1 They hint that all whales always smell bad.
2 A peculiar and not very pleasant smell was smelt in the sea.
Moby Dick By Herman MelvilleContextHighlight In CHAPTER 91. The Pequod Meets The Rose-Bud. 3 It smells like the left wing of the day of judgment; it is an argument for the pit.
4 Thinking murder at hand, and smelling in the dark for the blood, he and all his armed mates and harpooneers rushed for the forecastle.
Moby Dick By Herman MelvilleContextHighlight In CHAPTER 54. The Town-Ho's Story. 5 For years he knows not the land; so that when he comes to it at last, it smells like another world, more strangely than the moon would to an Earthsman.
6 During my researches in the Leviathanic histories, I stumbled upon an ancient Dutch volume, which, by the musty whaling smell of it, I knew must be about whalers.
7 This young fellow's healthy cheek is like a sun-toasted pear in hue, and would seem to smell almost as musky; he cannot have been three days landed from his Indian voyage.
8 By this time the faint air had become a complete calm; so that whether or no, the Pequod was now fairly entrapped in the smell, with no hope of escaping except by its breezing up again.
Moby Dick By Herman MelvilleContextHighlight In CHAPTER 91. The Pequod Meets The Rose-Bud. 9 Though thousands of miles from Oregon, still when he smells that savage musk, the rending, goring bison herds are as present as to the deserted wild foal of the prairies, which this instant they may be trampling into dust.
Moby Dick By Herman MelvilleContextHighlight In CHAPTER 42. The Whiteness of The Whale. 10 Elsewhere match that bloom of theirs, ye cannot, save in Salem, where they tell me the young girls breathe such musk, their sailor sweethearts smell them miles off shore, as though they were drawing nigh the odorous Moluccas instead of the Puritanic sands.

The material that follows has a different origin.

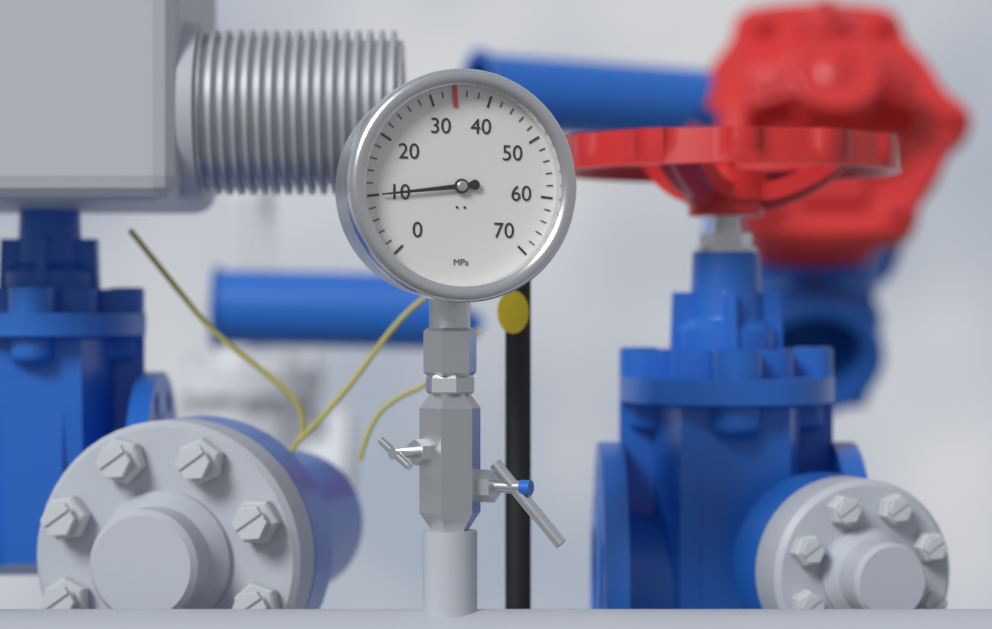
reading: 10 MPa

11 Stubb was beginning to look disappointed, especially as the horrible nosegay increased, when suddenly from out the very heart of this plague, there stole a faint stream of perfume, which flowed through the tide of bad smells without being absorbed by it, as one river will flow into and then along with another, without at all blending with it for a time.
Moby Dick By Herman MelvilleContextHighlight In CHAPTER 91. The Pequod Meets The Rose-Bud.